Farmers in Missouri, Arkansas, and Tennessee are confronting widespread crop damage and bracing for lower yields as a result of agrichemical giant Monsanto’s botched roll-out of new genetically engineered soybean and cotton crops. The company, whose current line of glyphosate-tolerant crops are failing to control weeds throughout the U.S. and across the globe, developed a new line of soybean and cotton with traits that make it tolerate applications of an older herbicide dicamba. However, while its seeds are available for purchase on the market, and Monsanto is encouraging farmers to grow them, the company has yet to receive EPA regulatory approval for the dicamba herbicide meant to be used with the plants.
A spate of news reports over the past two months in southern soybean growing regions finds that many farmers are illegally applying off-label dicamba-based herbicides to Monsanto’s new GE crops in an effort to control weeds resistant to glyphosate. Use of this highly volatile herbicide is causing widespread crop damage not only to soybeans that don’t carry the resistance trait, but other crops in the region, including peaches, melons, and tomatoes.
Dicamba has a strong propensity to volatilize small particles of the herbicide into the air and drift far off-site. Sensitive crop species can be damaged by dicamba at levels in the parts per million. A study published by Pennsylvania State scientists in late 2015 found dicamba drift was “frequently responsible for sublethal, off-target damage” to plants and insects. Researchers found that even very low rates of dicamba herbicide exposure negatively impacted plant flowering, and thus insect pollination.
Monsanto is encouraging farmers to plant its dicamba-tolerant seeds because the company claims it also creates higher yields. The company told NPR that it made clear to farmers that they could not spray dicamba on its dicamba-tolerant crops.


■ Task objective
The response must restate all of the data word for word.

■ Information shown
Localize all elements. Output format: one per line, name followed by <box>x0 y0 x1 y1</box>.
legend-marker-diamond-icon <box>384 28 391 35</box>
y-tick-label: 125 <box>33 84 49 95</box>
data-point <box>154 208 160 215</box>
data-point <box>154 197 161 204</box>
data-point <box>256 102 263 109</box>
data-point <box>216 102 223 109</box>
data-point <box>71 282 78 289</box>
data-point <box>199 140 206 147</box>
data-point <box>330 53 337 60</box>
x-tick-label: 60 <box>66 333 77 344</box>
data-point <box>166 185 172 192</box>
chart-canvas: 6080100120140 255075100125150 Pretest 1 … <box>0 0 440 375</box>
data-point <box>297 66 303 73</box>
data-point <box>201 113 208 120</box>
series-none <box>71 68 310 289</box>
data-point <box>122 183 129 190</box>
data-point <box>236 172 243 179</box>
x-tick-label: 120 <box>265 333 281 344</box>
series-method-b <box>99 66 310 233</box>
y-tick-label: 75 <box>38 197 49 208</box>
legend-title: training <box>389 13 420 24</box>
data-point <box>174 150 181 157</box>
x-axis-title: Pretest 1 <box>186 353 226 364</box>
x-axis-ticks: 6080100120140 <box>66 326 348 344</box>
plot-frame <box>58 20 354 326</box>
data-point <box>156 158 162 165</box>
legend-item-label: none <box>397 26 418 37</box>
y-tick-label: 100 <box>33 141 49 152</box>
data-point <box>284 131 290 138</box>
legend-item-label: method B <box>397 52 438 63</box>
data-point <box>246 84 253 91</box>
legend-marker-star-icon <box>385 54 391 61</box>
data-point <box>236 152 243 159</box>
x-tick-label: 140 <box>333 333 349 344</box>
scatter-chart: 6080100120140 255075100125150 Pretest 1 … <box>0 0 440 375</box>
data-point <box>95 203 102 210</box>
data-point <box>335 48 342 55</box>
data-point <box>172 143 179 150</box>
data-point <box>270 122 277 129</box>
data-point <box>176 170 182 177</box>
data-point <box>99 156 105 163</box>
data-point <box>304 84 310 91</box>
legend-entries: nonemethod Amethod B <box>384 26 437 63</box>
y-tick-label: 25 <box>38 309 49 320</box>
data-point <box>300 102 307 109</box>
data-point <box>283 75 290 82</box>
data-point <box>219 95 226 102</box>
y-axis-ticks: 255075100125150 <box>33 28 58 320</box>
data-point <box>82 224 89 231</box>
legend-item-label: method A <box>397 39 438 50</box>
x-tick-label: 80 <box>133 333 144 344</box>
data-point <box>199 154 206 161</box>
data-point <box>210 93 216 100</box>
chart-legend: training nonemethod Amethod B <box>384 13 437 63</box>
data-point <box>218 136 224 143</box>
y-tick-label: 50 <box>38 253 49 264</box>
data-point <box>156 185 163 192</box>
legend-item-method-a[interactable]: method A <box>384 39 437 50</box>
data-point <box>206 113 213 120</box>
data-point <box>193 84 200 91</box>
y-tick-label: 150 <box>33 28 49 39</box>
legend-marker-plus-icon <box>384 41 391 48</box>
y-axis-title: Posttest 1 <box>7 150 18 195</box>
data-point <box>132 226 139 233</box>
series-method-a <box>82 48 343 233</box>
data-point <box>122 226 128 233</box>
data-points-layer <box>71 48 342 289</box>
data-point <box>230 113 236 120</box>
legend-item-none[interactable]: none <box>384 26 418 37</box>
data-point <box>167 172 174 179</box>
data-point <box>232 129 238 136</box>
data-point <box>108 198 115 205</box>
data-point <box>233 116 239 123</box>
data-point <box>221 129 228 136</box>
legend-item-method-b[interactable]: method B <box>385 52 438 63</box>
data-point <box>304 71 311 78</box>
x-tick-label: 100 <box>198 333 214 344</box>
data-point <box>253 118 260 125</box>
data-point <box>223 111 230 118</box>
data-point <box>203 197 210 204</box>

■ Response to this exercise
Localize all elements. Output format: one per line, name followed by <box>x0 y0 x1 y1</box>.
legend-marker-diamond-icon <box>384 28 391 35</box>
y-tick-label: 125 <box>33 84 49 95</box>
data-point <box>154 208 160 215</box>
data-point <box>154 197 161 204</box>
data-point <box>256 102 263 109</box>
data-point <box>216 102 223 109</box>
data-point <box>71 282 78 289</box>
data-point <box>199 140 206 147</box>
data-point <box>330 53 337 60</box>
x-tick-label: 60 <box>66 333 77 344</box>
data-point <box>166 185 172 192</box>
chart-canvas: 6080100120140 255075100125150 Pretest 1 … <box>0 0 440 375</box>
data-point <box>297 66 303 73</box>
data-point <box>201 113 208 120</box>
series-none <box>71 68 310 289</box>
data-point <box>122 183 129 190</box>
data-point <box>236 172 243 179</box>
x-tick-label: 120 <box>265 333 281 344</box>
series-method-b <box>99 66 310 233</box>
y-tick-label: 75 <box>38 197 49 208</box>
legend-title: training <box>389 13 420 24</box>
data-point <box>174 150 181 157</box>
x-axis-title: Pretest 1 <box>186 353 226 364</box>
x-axis-ticks: 6080100120140 <box>66 326 348 344</box>
plot-frame <box>58 20 354 326</box>
data-point <box>156 158 162 165</box>
legend-item-label: none <box>397 26 418 37</box>
y-tick-label: 100 <box>33 141 49 152</box>
data-point <box>284 131 290 138</box>
legend-item-label: method B <box>397 52 438 63</box>
data-point <box>246 84 253 91</box>
legend-marker-star-icon <box>385 54 391 61</box>
data-point <box>236 152 243 159</box>
x-tick-label: 140 <box>333 333 349 344</box>
scatter-chart: 6080100120140 255075100125150 Pretest 1 … <box>0 0 440 375</box>
data-point <box>95 203 102 210</box>
data-point <box>335 48 342 55</box>
data-point <box>172 143 179 150</box>
data-point <box>270 122 277 129</box>
data-point <box>176 170 182 177</box>
data-point <box>99 156 105 163</box>
data-point <box>304 84 310 91</box>
legend-entries: nonemethod Amethod B <box>384 26 437 63</box>
y-tick-label: 25 <box>38 309 49 320</box>
data-point <box>300 102 307 109</box>
data-point <box>283 75 290 82</box>
data-point <box>219 95 226 102</box>
y-axis-ticks: 255075100125150 <box>33 28 58 320</box>
data-point <box>82 224 89 231</box>
legend-item-label: method A <box>397 39 438 50</box>
x-tick-label: 80 <box>133 333 144 344</box>
data-point <box>199 154 206 161</box>
data-point <box>210 93 216 100</box>
chart-legend: training nonemethod Amethod B <box>384 13 437 63</box>
data-point <box>218 136 224 143</box>
y-tick-label: 50 <box>38 253 49 264</box>
data-point <box>156 185 163 192</box>
legend-item-method-a[interactable]: method A <box>384 39 437 50</box>
data-point <box>206 113 213 120</box>
data-point <box>193 84 200 91</box>
y-tick-label: 150 <box>33 28 49 39</box>
legend-marker-plus-icon <box>384 41 391 48</box>
y-axis-title: Posttest 1 <box>7 150 18 195</box>
data-point <box>132 226 139 233</box>
series-method-a <box>82 48 343 233</box>
data-point <box>122 226 128 233</box>
data-points-layer <box>71 48 342 289</box>
data-point <box>230 113 236 120</box>
legend-item-none[interactable]: none <box>384 26 418 37</box>
data-point <box>167 172 174 179</box>
data-point <box>232 129 238 136</box>
data-point <box>108 198 115 205</box>
data-point <box>233 116 239 123</box>
data-point <box>221 129 228 136</box>
legend-item-method-b[interactable]: method B <box>385 52 438 63</box>
data-point <box>304 71 311 78</box>
x-tick-label: 100 <box>198 333 214 344</box>
data-point <box>253 118 260 125</box>
data-point <box>223 111 230 118</box>
data-point <box>203 197 210 204</box>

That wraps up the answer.